Yesterday, Deaf Dog coffee gave it up. Thank you for good years sign. Victim of poor economy? Competition? Whatever the reasons for the Death of the Dog, its presence will be sorely missed by many. One of a kind.
Made me notice the character and look of downtown is slowly, inescapably changing, and not all for the good. We remain a colorful, peaceful place where thousands of people find time to stroll, get lost in village mode, relax into being human. Not a cookie cutter corporate center; a real live downtown peopled by real live merchants, their regulars and out of towners.
I still love living downtown in the warehouse under the faded Green Village awning in what use to be the original Jungle Vibes. Romantic, definitely. The only place in town where you can ride your bicycle into the living room. Before I lived here, I remember saying to Wayne "I don't see how you can live by the River and not go down to it every day."
Hawks and Great Blue Herons, Mallards and Barn Swallows came every day. Now you rarely see them.
And I hear Alano Club building has been sold to Basin Street, the whole operation moving to someplace on Petaluma Blvd South. Our recovering neighbors were always friendly and will also be missed. Their goes the neighborhood?

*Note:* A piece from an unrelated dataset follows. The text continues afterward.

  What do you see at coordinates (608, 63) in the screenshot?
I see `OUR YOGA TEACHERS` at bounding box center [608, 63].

Used to be a business down the way under the weeping willows called Into the Woods, a guy who spent his life finding beautiful pieces of wood, untouched or from old buildings - and he'd leave huge old chunks of whorled branches on the ground by the River and by his Into the Woods sign. We used to go down there and sit on those and then find a board you could use as a teeter totter, whiling time away like little kids on our own, private/public playground. I hear the guy (don't recall his name) died and the wood disappeared.

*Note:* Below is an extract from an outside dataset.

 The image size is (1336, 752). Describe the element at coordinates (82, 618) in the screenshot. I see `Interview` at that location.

Now we'll have a landscaped road leading to apartments and condos and Lakeville. I'm sure with Sandy Reed designing it it'll be lovely - but no longer wild. That's what I'll miss from Deaf Dog. The wild kids discovering themselves. A place to quietly sip coffee - lots of those - but Deaf Dog had its own way of life. The only place you could imaging having a
Stephan Day when we all went in wearing black as did our native Theatre Vampier producer, Stephan Buchanan.
Deaf Dog was way different from any chain however nicely painted. Kids could hang out and hundreds did every day. Now they're looking for a place to sit down together and sometimes seen just standing around.

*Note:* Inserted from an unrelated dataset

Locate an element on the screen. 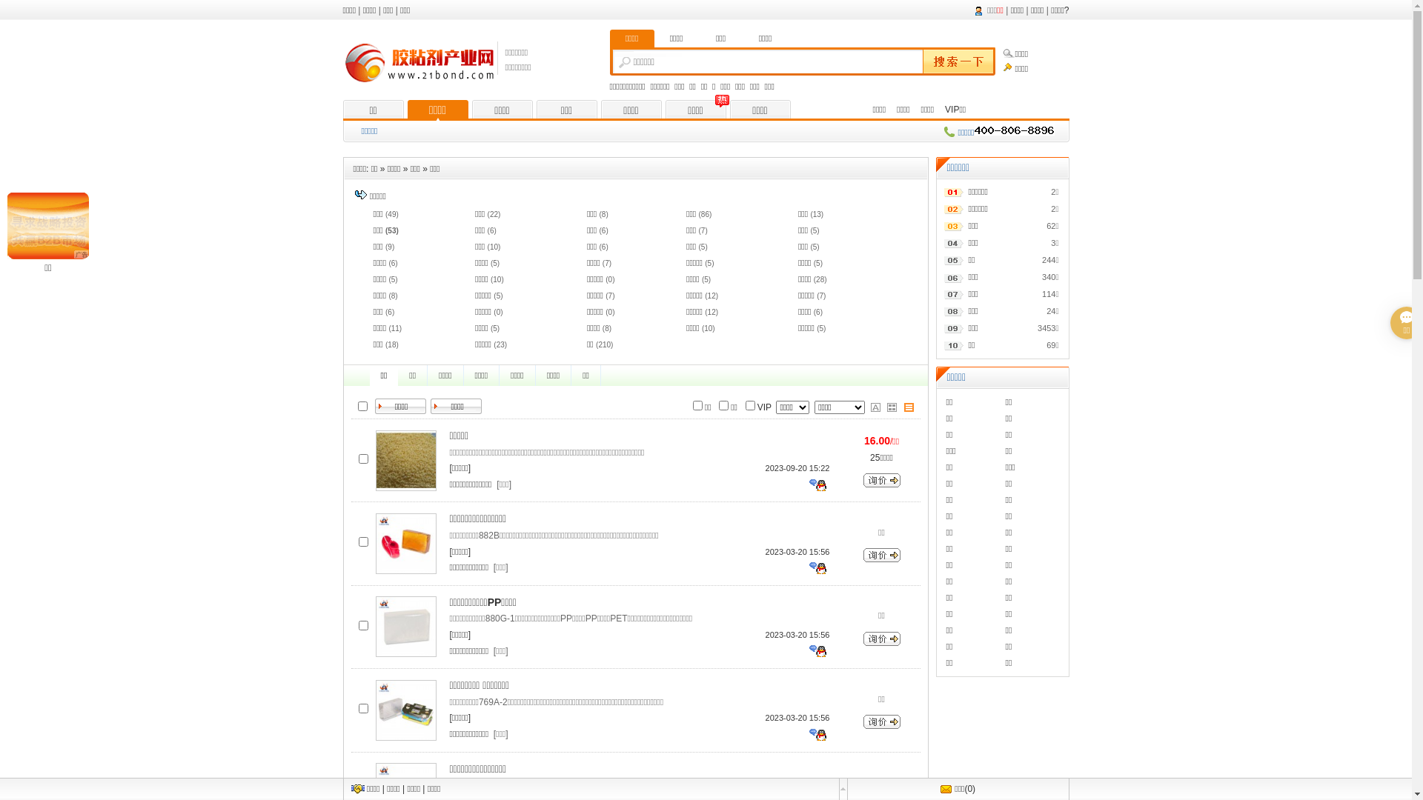 This screenshot has height=800, width=1423. on is located at coordinates (750, 405).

I'm regional. I feel the whole downtown is my home, San Francisco is my home, Berkeley is my home, parts of Chicago and maybe even NYC and Omaha and I'd like to add China, France, New Zealand. But Petaluma has a kind of peace to it I find rare - and worth working hard to keep. The River is central; the Central Specific Plan protects the character of downtown.
We need to protect the goals and possiblities offered by the SMART Petaluma Central Specific Plan - to build out using genuinely green practices wherever possible; to preserve the character of our peaceful River city Where Wine Country Begins.